May 19 - June 01, 2025

The former Senate staffer became infamous when a video of him having sex on Capitol Hill leaked. He doesn't regret much.

- BY BROCK COLYAR

Aidan Maese-Czeropski

IT’S HARD TO say that I learned a lesson,” Aidan Maese-Czeropski tells me recently over FaceTime, staring somewhere off-camera and scratching an eyebrow. He’s calling from a hostel in Australia, where he’s sitting poolside under palm trees. It's 10 a.m. and already 80 degrees on the island continent, but as far as I can tell through the screen, he doesn’t break a sweat, even while recounting the salacious chain of events that led him 10,000 miles away from Washington, D.C., where, not that long ago, the 25-year-old worked on Capitol Hill.

In 2021, Maese-Czeropski was hired by the office of then-Maryland senator Ben Cardin. He worked for Cardin until December 2023, when a sex tape Maese-Czeropski recorded at work and shared with friends leaked, causing a ruckus in D.C. It was a slow, pre-holiday news week amid the Biden doldrums, so the tape became the top headline in the next morning's Politico Playbook. He quit his job and, soon after, left the country.

A year and a half later, he’s clearly gotten comfortable enough to talk about the scandal freely. Throughout our conversation, he insists he has no regrets, save for getting caught. “Who cares?” he asks me over a dozen times. “The only person I negatively affected was myself. I bear those consequences. But I don’t regret fucking in the Senate.”

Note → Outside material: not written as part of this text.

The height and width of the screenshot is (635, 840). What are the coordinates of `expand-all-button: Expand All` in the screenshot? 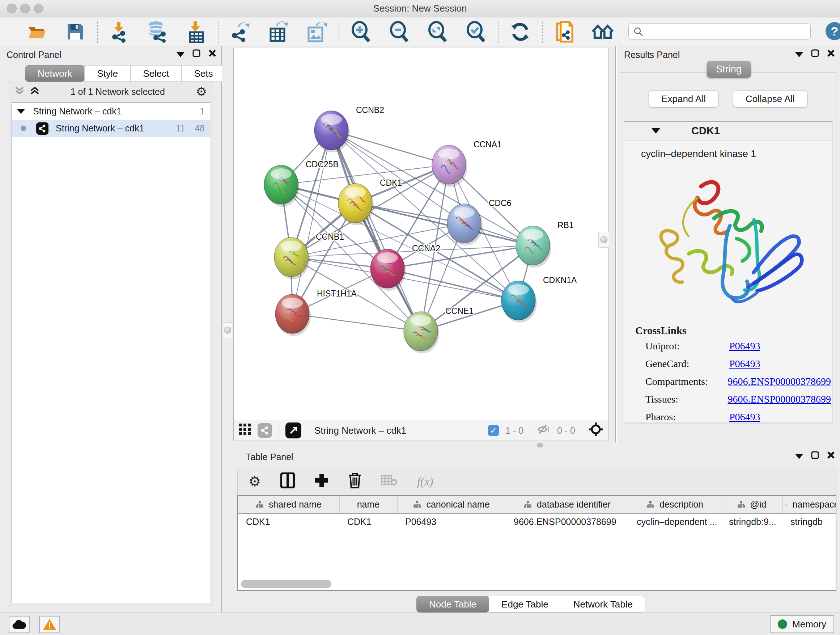 It's located at (684, 99).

Until his last act, Maese-Czeropski’s path to D.C. was pretty traditional for a studious gay boy with a good education and a calling to civil service. His parents, both nurses, didn’t pay much attention to politics, but he read Politico every day. In high school in Palo Alto, his preferred subject was history—World War I, he tells me excitedly, is his “favorite world war. It basically felt like a bar fight, where one country declared war on another, which declared war on another, which declared war on another.” Politics, he discovered as a young person, is “gossip for nerds.”